IRIS – The Messenger: Boal Quay offers a sense of wide-open space and fresh air rolling off the river. IRIS captures the air currents that drive this environment in its curvilinear form – the artwork creates a beacon of light and hope, a focal point that sits at a threshold between the urban and the wild. IRIS creates a place to return to and reflect on the challenges and changes we have to face as individuals and communities in order to safeguard these precious natural places. It creates a place for us to have a moment to pause and grieve what is lost, so that messages of hope and action can emerge. The six metre platform, which is illuminated by the lights from the nine metre tall sculpture above, offers a physical space for people to come together. The platform is covered in one-off casted concrete tiles with messages created by the people of King’s Lynn. These messages will explore the themes of fears, hopes and dreams, arranged into new poetry and forms. Like its namesake, the messenger between ancient Greek gods and the humans, IRIS will deliver the messages from the local community, carved onto its platform, to visitors and lift them up metaphorically as they see the sculpture leaping into the open sky.
Biography:
Mathias Gmachl is an Austrian London based artist, designer and researcher, internationally recognised for the design and fabrication of pioneering experiences and environments that radically rethink our future. He ran a spatial art studio Loop.pH for 15 years that created pieces in various scales and locations, ranging from office walls to festivals. Mathias and the studio’s clients include Historic Royal Palaces, Design Museum, Future Everything.

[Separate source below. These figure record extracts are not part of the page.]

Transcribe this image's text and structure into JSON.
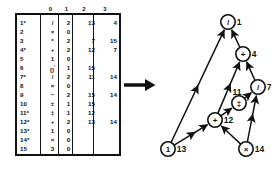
{
  "figure": {
    "kind": "triples-table-and-dag"
  },
  "table": {
    "column_headers": [
      "0",
      "1",
      "2",
      "3"
    ],
    "rows": [
      {
        "index": "1*",
        "op": "/",
        "n1": "2",
        "n2": "13",
        "n3": "4"
      },
      {
        "index": "2",
        "op": "×",
        "n1": "0",
        "n2": "",
        "n3": ""
      },
      {
        "index": "3",
        "op": "*",
        "n1": "2",
        "n2": "7",
        "n3": "15"
      },
      {
        "index": "4*",
        "op": "+",
        "n1": "2",
        "n2": "12",
        "n3": "7"
      },
      {
        "index": "5",
        "op": "1",
        "n1": "0",
        "n2": "",
        "n3": ""
      },
      {
        "index": "6",
        "op": "()'",
        "n1": "1",
        "n2": "15",
        "n3": ""
      },
      {
        "index": "7*",
        "op": "/",
        "n1": "2",
        "n2": "11",
        "n3": "14"
      },
      {
        "index": "8",
        "op": "×",
        "n1": "0",
        "n2": "",
        "n3": ""
      },
      {
        "index": "9",
        "op": "−",
        "n1": "2",
        "n2": "15",
        "n3": "14"
      },
      {
        "index": "10",
        "op": "±",
        "n1": "1",
        "n2": "15",
        "n3": ""
      },
      {
        "index": "11*",
        "op": "‡",
        "n1": "1",
        "n2": "12",
        "n3": ""
      },
      {
        "index": "12*",
        "op": "+",
        "n1": "2",
        "n2": "13",
        "n3": "14"
      },
      {
        "index": "13*",
        "op": "1",
        "n1": "0",
        "n2": "",
        "n3": ""
      },
      {
        "index": "14*",
        "op": "×",
        "n1": "0",
        "n2": "",
        "n3": ""
      },
      {
        "index": "15",
        "op": "3",
        "n1": "0",
        "n2": "",
        "n3": ""
      }
    ]
  },
  "arrow": {
    "name": "transform-arrow"
  },
  "graph": {
    "nodes": [
      {
        "id": "n1",
        "glyph": "/",
        "label": "1",
        "cx": 83,
        "cy": 20
      },
      {
        "id": "n4",
        "glyph": "+",
        "label": "4",
        "cx": 98,
        "cy": 52
      },
      {
        "id": "n7",
        "glyph": "/",
        "label": "7",
        "cx": 113,
        "cy": 85
      },
      {
        "id": "n11",
        "glyph": "‡",
        "label": "11",
        "cx": 94,
        "cy": 101
      },
      {
        "id": "n12",
        "glyph": "+",
        "label": "12",
        "cx": 70,
        "cy": 118
      },
      {
        "id": "n13",
        "glyph": "1",
        "label": "13",
        "cx": 23,
        "cy": 147
      },
      {
        "id": "n14",
        "glyph": "×",
        "label": "14",
        "cx": 101,
        "cy": 147
      }
    ],
    "edges": [
      {
        "from": "n13",
        "to": "n1"
      },
      {
        "from": "n4",
        "to": "n1"
      },
      {
        "from": "n12",
        "to": "n4"
      },
      {
        "from": "n7",
        "to": "n4"
      },
      {
        "from": "n11",
        "to": "n7"
      },
      {
        "from": "n14",
        "to": "n7"
      },
      {
        "from": "n12",
        "to": "n11"
      },
      {
        "from": "n13",
        "to": "n12"
      },
      {
        "from": "n14",
        "to": "n12"
      }
    ]
  }
}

Roosa Tulvio, a Finnish designer and maker living in London, has worked in the past with Mathias as a designer and art fabricator. Before returning to art, she worked as the head designer for the British sustainable luxury accessory brand Bottletop. Prior to this, as part of her accessories design practice and consulting, Roosa travelled around the world working with unprivileged communities and groups. These include UN refugee camps in Jordan, women’s groups in Nepal and textile workers in Kenya.

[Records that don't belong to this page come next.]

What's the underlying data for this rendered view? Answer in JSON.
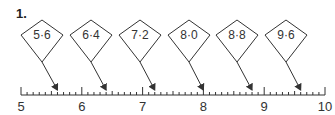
{
  "question": {
    "number": "1."
  },
  "number_line": {
    "start": 5,
    "end": 10,
    "minor_divisions_per_unit": 10,
    "major_labels": [
      "5",
      "6",
      "7",
      "8",
      "9",
      "10"
    ],
    "x_start_px": 21,
    "x_end_px": 325,
    "y_px": 95
  },
  "kites": [
    {
      "label": "5·6",
      "value": 5.6,
      "center_x": 42
    },
    {
      "label": "6·4",
      "value": 6.4,
      "center_x": 91
    },
    {
      "label": "7·2",
      "value": 7.2,
      "center_x": 140
    },
    {
      "label": "8·0",
      "value": 8.0,
      "center_x": 189
    },
    {
      "label": "8·8",
      "value": 8.8,
      "center_x": 237
    },
    {
      "label": "9·6",
      "value": 9.6,
      "center_x": 286
    }
  ],
  "colors": {
    "stroke": "#333333",
    "text": "#333333"
  }
}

Roosa and Mathias share a passion for working in public space. They believe that public places gain value through public art – cultural, social, and economic value. Public art is a part of our public history and our evolving culture. It reflects and reveals our society, adds meaning to our cities and uniqueness to our communities. Public art humanises the built environment and invigorates public spaces. It provides an intersection between past, present and future, between disciplines, and between ideas. Public art is freely accessible and contributes to public conversations. These ideas started the conversation that evolved into the collaboration that IRIS was born out of.